Lessons from Failed Initiatives
An honest assessment of why previous digital sovereignty initiatives failed or were abandoned, and how this Cooperative proposal addresses those failure modes.
Executive Summary
Bottom Line: Previous failures share common patterns: political capture, hyperscaler infiltration, scope creep, insufficient funding, and lack of user focus. This proposal's design specifically addresses each failure mode. However, failure remains possible—which is why the pilot programme includes defined exit criteria.
1. Gaia-X (EU, 2019-Present)
🇪🇺 Gaia-X: "Chronicle of a Failure Foretold"

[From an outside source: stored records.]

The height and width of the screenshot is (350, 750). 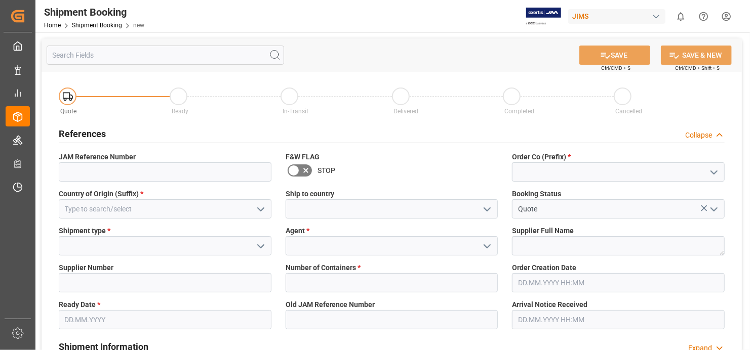 What do you see at coordinates (97, 25) in the screenshot?
I see `a: Shipment Booking` at bounding box center [97, 25].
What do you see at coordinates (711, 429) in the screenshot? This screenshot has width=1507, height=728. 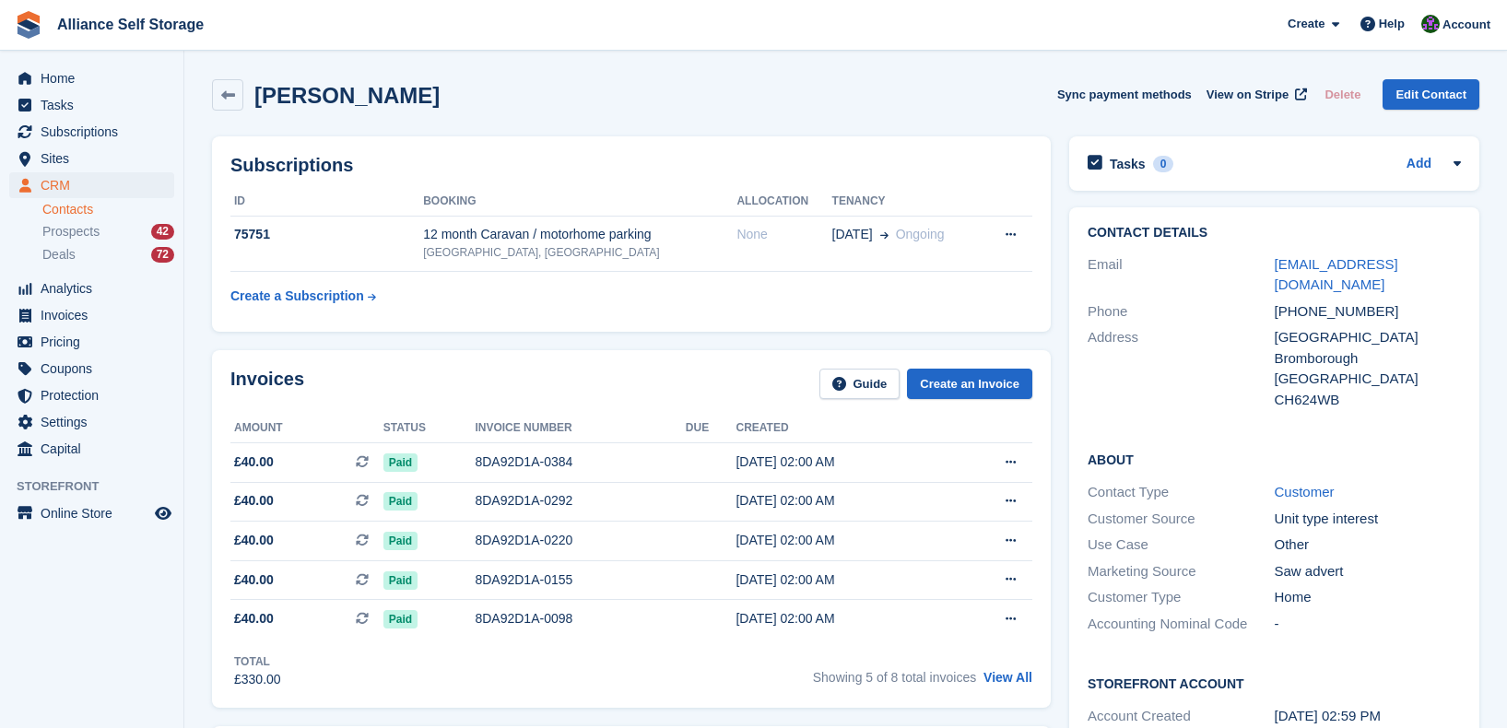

| Launch | 2019 (Franco-German initiative) |
|---|---|
| Goal | European data infrastructure federation, digital sovereignty |
| Members | 350+ organisations including AWS, Azure, Google, Alibaba |
| Investment | Membership fees; no major infrastructure investment |
| Current Status | Widely criticised |
Why Gaia-X Failed
- Hyperscaler infiltration: AWS, Azure, Google, and Alibaba were admitted as members, allowing them to shape rules and "flood it with documents and regulations" (Nextcloud CEO). The organisations meant to be countered captured the initiative.
- No actual infrastructure: Gaia-X is a standards body, not a cloud provider. It produces specifications, not services. "A paper monster" (Karlitschek, 2024).
- Scope creep: "Some people wanted a cloud champion, some people wanted a regulator, some people wanted a standards body" (former CEO Bonfiglio).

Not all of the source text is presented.